50,102
50,102 is a composite number, even.
Properties
- Parity
- Even
- Digit count
- 5
- Digit sum
- 8
- Digit product
- 0
- Digital root
- 8
- Palindrome
- No
- Bit width
- 16 bits
- Reversed
- 20,105
- Recamán's sequence
- a(63,840) = 50,102
- Square (n²)
- 2,510,210,404
- Cube (n³)
- 125,766,561,661,208
- Divisor count
- 16
- σ(n) — sum of divisors
- 84,672
- φ(n) — Euler's totient
- 22,080
- Sum of prime factors
- 103
Primality
Prime factorization: 2 × 13 × 41 × 47
Divisors & multiples
Sums & aliquot sequence
Representations
- In words
- fifty thousand one hundred two
- Ordinal
- 50102nd
- Binary
- 1100001110110110
- Octal
- 141666
- Hexadecimal
- 0xC3B6
- Base64
- w7Y=
- One's complement
- 15,433 (16-bit)
Historical numeral systems
- Babylonian (base 60)
- 𒌋𒁹𒁹𒁹 𒌋𒌋𒌋𒌋𒌋𒁹𒁹𒁹𒁹𒁹 𒁹𒁹
- Egyptian hieroglyphic
- 𓂍𓂍𓂍𓂍𓂍𓍢𓏺𓏺
- Greek (Milesian)
- ͵νρβʹ
- Mayan (base 20)
- 𝋦·𝋥·𝋥·𝋢
- Chinese
- 五萬零一百零二
- Chinese (financial)
- 伍萬零壹佰零貳
Digit at this position in famous constants
- π — Pi (π)
- Digit 50,102 = 8
- e — Euler's number (e)
- Digit 50,102 = 9
- φ — Golden ratio (φ)
- Digit 50,102 = 6
- √2 — Pythagoras's (√2)
- Digit 50,102 = 8
- ln 2 — Natural log of 2
- Digit 50,102 = 1
- γ — Euler-Mascheroni (γ)
- Digit 50,102 = 4
Also seen as
Goldbach's conjecture says every even integer greater than 2 is the sum of two primes.

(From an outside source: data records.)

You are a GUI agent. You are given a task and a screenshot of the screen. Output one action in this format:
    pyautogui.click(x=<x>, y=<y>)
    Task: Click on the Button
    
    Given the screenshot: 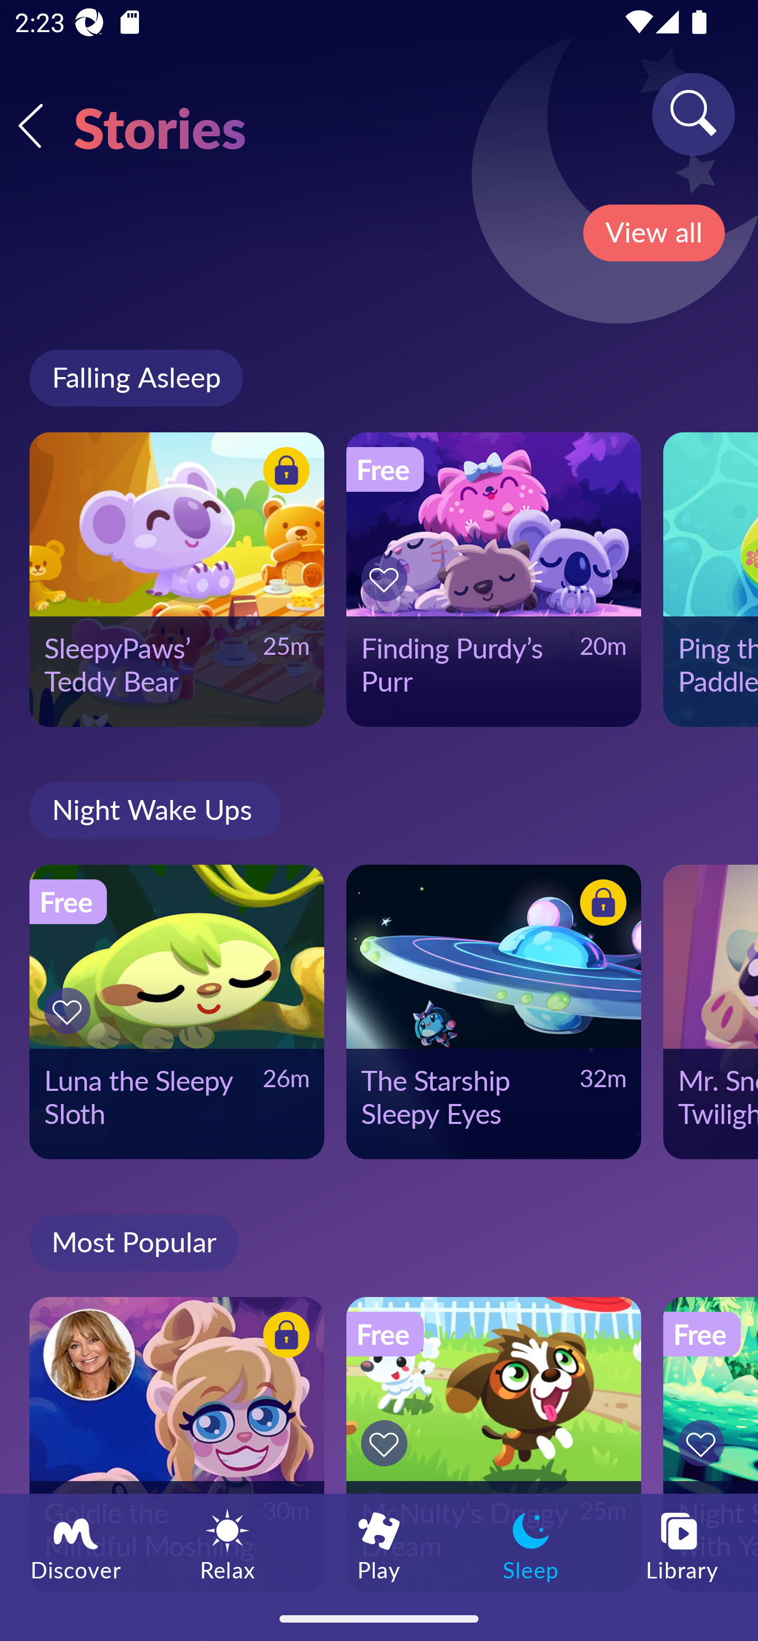 What is the action you would take?
    pyautogui.click(x=283, y=472)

For 50102, here are decompositions:
- 79 + 50023 = 50102
- 103 + 49999 = 50102
- 109 + 49993 = 50102
- 163 + 49939 = 50102
- 181 + 49921 = 50102
- 211 + 49891 = 50102
- 271 + 49831 = 50102
- 313 + 49789 = 50102
Showing the first eight; more decompositions exist.

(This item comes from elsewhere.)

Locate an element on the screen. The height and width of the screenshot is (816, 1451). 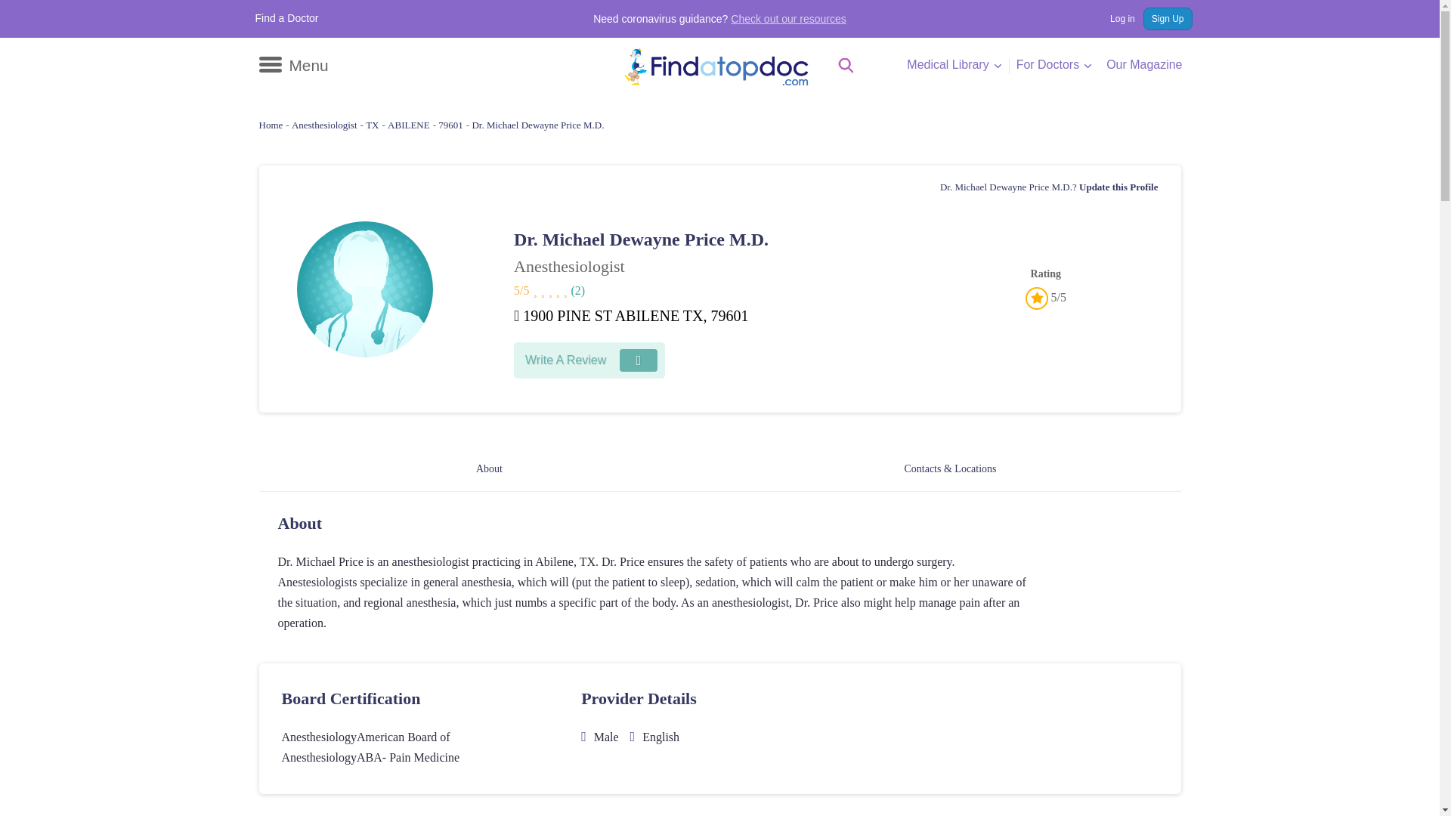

UTF-8 encoding: EC 8E B6 (3 bytes).
As an unsigned 32-bit integer, this is the IPv4 address 0.0.195.182.
- Address
- 0.0.195.182
- Class
- reserved
- IPv4-mapped IPv6
- ::ffff:0.0.195.182
Unspecified address (0.0.0.0/8) — "this network" placeholder.
This passes the ABA routing number checksum and matches the Federal Reserve numbering scheme.
Banks operate many routing numbers per state and division; an unmatched checksum-valid number can still be a real RTN at a smaller institution.
The digit sequence 50102 first appears in π at position 84,152 of the decimal expansion (the 84,152ordinal-suffix:nd digit after the integer 3).
Search range: the first 1,000,000 fractional digits of π. Any 6-digit-or-shorter string is virtually guaranteed to appear in there — the more interesting signal is the position.